In this last model simulation, note the smaller temperature fluctuations in the HadCRUT3 surface temperature record are now better captured during the 20th Century. This is evidence that the PDO causes its own radiative forcing of the climate system.

And of particular interest, the substitution of the PDO forcing for the tropospheric aerosols restores the low climate sensitivity, with a preferred feedback parameter of 3.6, which corresponds to a 2XCO2 climate sensitivity of only 1.0 deg. C.

If you are wondering, including BOTH the GISS tropospheric aerosols and the PDO forcing made it difficult to get the model to come close to the observed temperature record. The best fit for this combination of forcings will have to wait till the full set of Monte Carlo computer simulations are made.

Conclusions

It is clear (to me, at least) that the IPCC’s claim that the sensitivity of the climate is quite high is critically dependent upon (1) the inclusion of very uncertain aerosol cooling effects in the last half of the 20th Century, and (2) the neglect of any sources of internal radiative forcing on long time scales, such as the 30-60 year time scale of the PDO.
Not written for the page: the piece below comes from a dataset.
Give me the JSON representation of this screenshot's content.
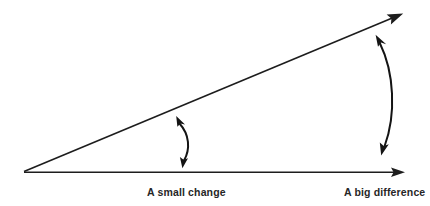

Since we now have satellite measurements that such natural forcings do indeed exist, it would be advisable for the IPCC to revisit the issue of climate sensitivity, taking into account these uncertainties.

It would be difficult for the IPCC to fault this model because of its simplicity. For global average temperature changes on these time scales, the surface temperature variations are controlled by (1) radiative forcings, (2) net feedbacks, and (3) heat diffusion to the deeper ocean. In addition, the simple model’s assumption of a preferred average temperature is exactly what the IPCC implicitly claims! After all, they are the ones who say climate change did not occur until humans started polluting. Think hockey stick.

Remember, in the big picture, a given amount of global warming can be explained with either (1) weak forcing of a sensitive climate system, or (2) strong forcing of an insensitive climate system. By ignoring natural sources of warming – which are understandably less well known than anthropogenic sources — the IPCC biases its conclusions toward high climate sensitivity. I have addressed only ONE potential natural source of radiative forcing — the PDO. Of course, there could be others as well. But the 3rd Case presented above is already getting pretty close to the observed temperature record, which has its own uncertainties anyway.

This source of uncertainty — and bias — regarding the role of past, natural climate variations to the magnitude of future anthropogenic global warming (arghh! I mean climate change) is something that most climate scientists (let alone policymakers) do not yet understand.